Jerome quote 4th century

February 29th, 2012 by Doug

n the 4th century Jerome also refers to Nazarenes as those “…who accept Messiah in such a way that they do not cease to observe the old Law.” In his Epistle 79, to Augustine, he said:

What shall I say of the Ebionites who pretend to be Christians? To-day there still exists among the Jews in all the synagogues of the East a heresy which is called that of the Minæans, and which is still condemned by the Pharisees; [its followers] are ordinarily called ‘Nasarenes’; they believe that Christ, the son of God, was born of the Virgin Mary, and they hold him to be the one who suffered under Pontius Pilate and ascended to heaven, and in whom we also believe. But while they pretend to be both Jews and Christians, they are neither.[23]

Jerome viewed a distinction between Nazarenes and Ebionites, a different Jewish sect, but does not comment on whether Nazarene Jews considered themselves to be “Christian” or not or how they viewed themselves as fitting into the descriptions he uses. He clearly equates them with Filaster’s Nazarei.[24] His criticism of the Nazarenes is noticeably more direct and critical than that of Epiphanius.
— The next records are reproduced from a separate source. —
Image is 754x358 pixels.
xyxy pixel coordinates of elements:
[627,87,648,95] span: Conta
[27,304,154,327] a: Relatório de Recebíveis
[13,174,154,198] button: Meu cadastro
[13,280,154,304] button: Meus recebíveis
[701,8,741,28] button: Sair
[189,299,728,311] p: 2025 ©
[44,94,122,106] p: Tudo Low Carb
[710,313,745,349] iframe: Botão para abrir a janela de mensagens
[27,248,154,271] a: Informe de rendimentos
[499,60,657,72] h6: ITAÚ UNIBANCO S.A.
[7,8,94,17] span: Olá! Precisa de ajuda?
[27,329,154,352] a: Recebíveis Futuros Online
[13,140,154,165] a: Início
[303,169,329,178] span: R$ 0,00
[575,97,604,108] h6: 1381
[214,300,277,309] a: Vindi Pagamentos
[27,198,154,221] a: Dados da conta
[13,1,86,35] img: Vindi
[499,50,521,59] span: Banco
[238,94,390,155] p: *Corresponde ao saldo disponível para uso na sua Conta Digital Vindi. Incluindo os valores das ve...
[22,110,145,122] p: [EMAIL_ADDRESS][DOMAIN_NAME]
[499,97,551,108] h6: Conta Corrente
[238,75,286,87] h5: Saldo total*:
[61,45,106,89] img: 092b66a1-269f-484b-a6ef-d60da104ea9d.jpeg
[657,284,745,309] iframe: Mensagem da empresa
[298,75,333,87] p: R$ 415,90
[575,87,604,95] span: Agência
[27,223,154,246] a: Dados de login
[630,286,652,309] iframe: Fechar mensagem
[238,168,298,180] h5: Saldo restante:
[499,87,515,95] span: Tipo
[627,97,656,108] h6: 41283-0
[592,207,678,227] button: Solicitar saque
This following creed is from a church at Constantinople at the same period:

I renounce all customs, rites, legalisms, unleavened breads & sacrifices of lambs of the Hebrews, and all other feasts of the Hebrews, sacrifices, prayers, aspersions, purifications, sanctifications and propitiations and fasts, and new moons, and Sabbaths, and superstitions, and hymns and chants and observances and Synagogues, and the food and drink of the Hebrews; in one word, I renounce everything Jewish, every law, rite and custom and if afterwards I shall wish to deny and return to Jewish superstition, or shall be found eating with the Jews, or feasting with them, or secretly conversing and condemning the Christian religion instead of openly confuting them and condemning their vain faith, then let the trembling of Gehazi cleave to me, as well as the legal punishments to which I acknowledge myself liable. And may I be anathema in the world to come, and may my soul be set down with Satan and the devils.”[25]
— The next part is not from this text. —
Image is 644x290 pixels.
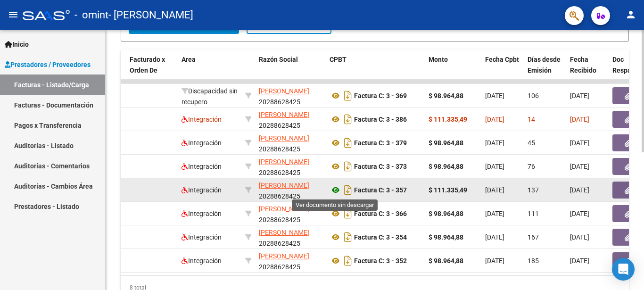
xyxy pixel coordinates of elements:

“Nazarenes” are referenced past the fourth century AD as well. Jacobus de Voragine (1230–98) described James as a “Nazarene” in The Golden Legend, vol 7. Thomas Aquinas (1225–74) quotes Augustine of Hippo, who was given an apocryphal book called Hieremias by a “Hebrew of the Nazarene Sect”, in Catena Aurea — Gospel of Matthew, chapter 27. So this terminology seems to have remained at least through the 13th century in European discussions.

wikipedia

The Ger Talk on the political and religious and Cultural context of the rise of Rabbinic Judaism

February 7th, 2012 by Doug

Hi I have uploaded the talk here

Ger done great work using Neusner Judaism and Christianity and Nehemi Gordon The Hebrew Yeshua v The Greek Jesus on youtube.

He covered the historical issues from the reign of Herod including the wars of 67-70 ce and 125 ce.

He gave a brief intro to the various sects of Judasim and gave a breakdown of the 5 tenets of Rabbinic Judasim (This was based on the Nehemi Gordon youtube video.)

 

It is clear that Rabbinic Judasim is not really related to the Hebrew religion as noted in the OT and is a redefinition of ‘Israel’ in a non biblical way.